Sometimes I wonder what's harder, working on Moyo Go the study guide, or on Moyo Go the strong-playing Go program (in the future).
Recently I purchased the sourcecode to a library that lets me export to RTF, HTML, PDF etc.
If you want ot put CJK languages in a PDF, and the reader does not have a CJK unicode font, it does not display properly, therefore there is such a thing as "font subset embedding", because embedding the entire font would result in a filesize of more than 10 MB.
The library I bought supports that. Except with "composite glyphs". And unfortunately it's Korean that uses those. So I can't produce - for me - acceptable PDF output that contains Korean.
But I have the source, so poor naive me, I tried to implement it myself in that source (which I paid 349 USD for).
I spent the past three days struggling with it.
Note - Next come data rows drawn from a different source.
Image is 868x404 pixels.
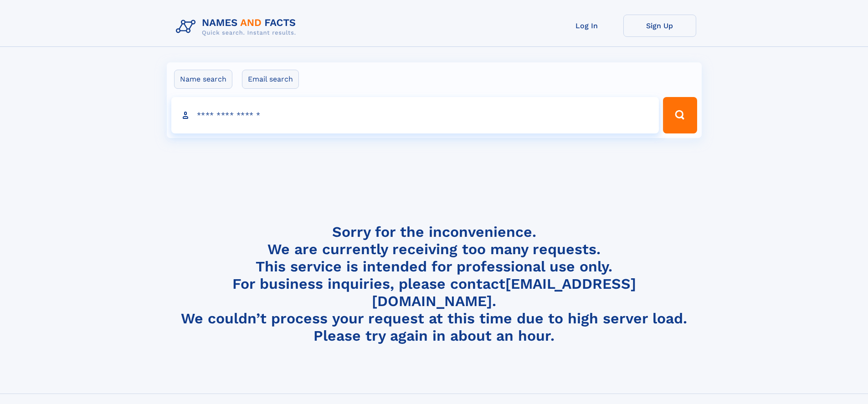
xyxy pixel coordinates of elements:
[242,70,299,89] label: Email search
[174,70,232,89] label: Name search
[171,97,659,133] input: search input
[372,275,636,310] a: [EMAIL_ADDRESS][DOMAIN_NAME]
[623,14,696,37] a: Sign Up
[663,97,697,133] button: Search Button
[172,224,696,345] h4: Sorry for the inconvenience. We are currently receiving too many requests. This service is intend...
[172,14,303,39] img: Logo Names and Facts
[550,14,623,37] a: Log In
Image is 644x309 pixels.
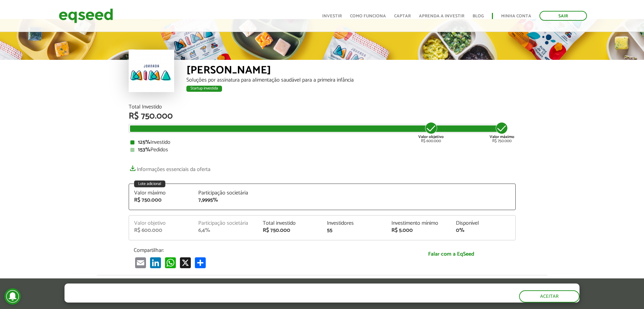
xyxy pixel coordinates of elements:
div: 0% [456,228,510,233]
div: Lote adicional [134,180,165,187]
div: R$ 750.000 [263,228,317,233]
div: Startup investida [187,86,222,92]
div: [PERSON_NAME] [187,65,516,78]
div: R$ 750.000 [134,198,188,203]
div: R$ 750.000 [129,112,516,121]
a: Sair [540,11,587,21]
a: Captar [394,14,411,18]
h5: O site da EqSeed utiliza cookies para melhorar sua navegação. [65,284,310,294]
div: Investido [131,140,514,145]
div: Participação societária [198,221,252,226]
a: LinkedIn [149,257,162,268]
a: Aprenda a investir [419,14,465,18]
div: Total Investido [129,105,516,110]
div: R$ 5.000 [392,228,446,233]
div: Pedidos [131,147,514,153]
a: Blog [473,14,484,18]
a: Como funciona [350,14,386,18]
a: X [178,257,192,268]
img: EqSeed [59,7,113,25]
a: política de privacidade e de cookies [154,297,233,302]
strong: Valor máximo [490,134,514,140]
a: Minha conta [501,14,531,18]
div: Participação societária [198,190,252,196]
div: Valor objetivo [134,221,188,226]
p: Ao clicar em "aceitar", você aceita nossa . [65,296,310,302]
div: 7,9995% [198,198,252,203]
div: R$ 750.000 [490,121,514,143]
strong: 153% [138,145,151,154]
a: Falar com a EqSeed [392,247,511,261]
div: Soluções por assinatura para alimentação saudável para a primeira infância [187,78,516,83]
div: Total investido [263,221,317,226]
div: 6,4% [198,228,252,233]
div: Valor máximo [134,190,188,196]
div: Disponível [456,221,510,226]
button: Aceitar [519,291,580,303]
a: Email [134,257,147,268]
div: 55 [327,228,381,233]
div: Investimento mínimo [392,221,446,226]
a: Informações essenciais da oferta [129,163,211,172]
div: Investidores [327,221,381,226]
div: R$ 600.000 [418,121,444,143]
p: Compartilhar: [134,247,382,254]
div: R$ 600.000 [134,228,188,233]
strong: Valor objetivo [418,134,444,140]
a: WhatsApp [164,257,177,268]
a: Compartilhar [193,257,207,268]
a: Investir [322,14,342,18]
strong: 125% [138,138,151,147]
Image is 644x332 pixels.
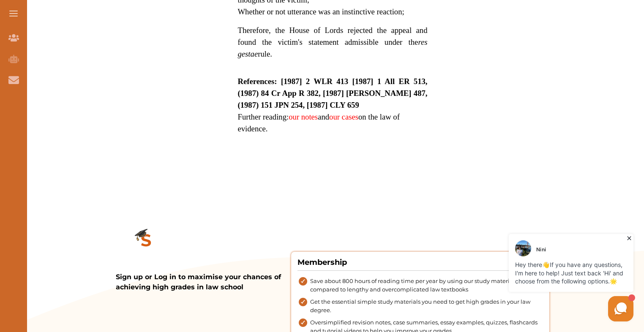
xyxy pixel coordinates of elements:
iframe: HelpCrunch [441,232,636,324]
strong: References: [1987] 2 WLR 413 [1987] 1 All ER 513, (1987) 84 Cr App R 382, [1987] [PERSON_NAME] 48... [238,77,428,109]
span: Get the essential simple study materials you need to get high grades in your law degree. [310,298,543,314]
span: Whether or not utterance was an instinctive reaction; [238,7,404,16]
h4: Membership [298,257,543,271]
span: Further reading: and on the law of evidence. [238,112,400,133]
span: Therefore, the House of Lords rejected the appeal and found the victim's statement admissible und... [238,26,428,58]
span: Save about 800 hours of reading time per year by using our study materials compared to lengthy an... [310,277,543,294]
a: our notes [289,112,318,121]
p: Sign up or Log in to maximise your chances of achieving high grades in law school [116,272,291,292]
a: our cases [329,112,359,121]
img: study_small.d8df4b06.png [116,211,177,272]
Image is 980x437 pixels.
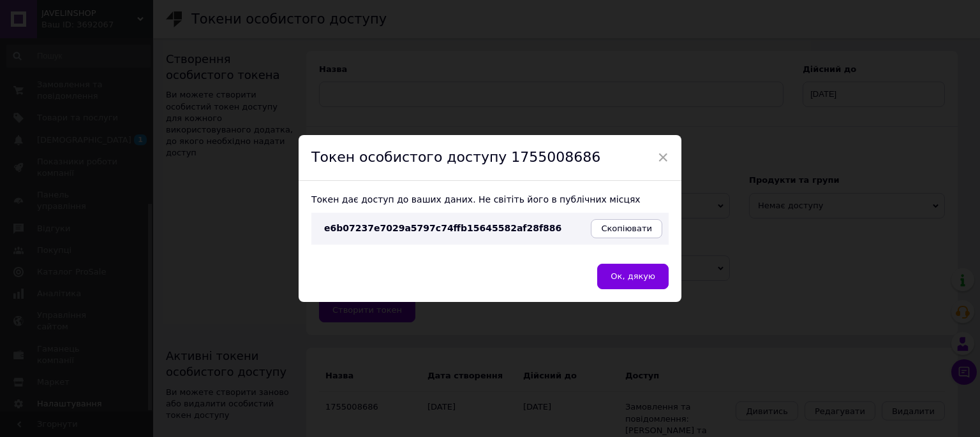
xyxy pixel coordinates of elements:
span: Ок, дякую [611,271,655,281]
span: × [657,146,668,168]
button: Скопіювати [591,219,662,238]
div: Токен дає доступ до ваших даних. Не світіть його в публічних місцях [312,194,668,207]
div: Токен особистого доступу 1755008686 [299,135,682,181]
span: Скопіювати [601,223,652,233]
button: Ок, дякую [597,264,668,289]
span: e6b07237e7029a5797c74ffb15645582af28f886 [324,223,561,233]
I finally discovered that it will take me a week to do it, so I'll let it be for the moment.
The vendor bounces my emails as SPAM, and ShareIt! told me their emails to them also bounce..
I should have known better than to buy stuff from India. They have no support forum either. Then again, they were the only ones that had met my requirements.
It's not that Indians are inherently worse at software development. The issue here is that 25 years ago, most were unable to own personal computers. And owning a PC as a kid is usually prerequisite for becoming really, really good, just as with Go. You have to start young. 25 years ago, I had a computer. And with 16, I was late, very late. Extreme focus and dedication (and I had my own guru-level hacker to teach me about pointers and multi-dimensional arrays) the following decade got me through. My brother, I got him a computer when he was twelve. Before he was allowed to do his driving test, he employed two or three people in his turn-key IT company that produced their own POS solution. He wrote a barcode-reader driver from scratch before he had his first girlfriend.
Update: It's solved! The BitStream Cyberbit font properly embeds subsets, for my purposes. I have applied for a license.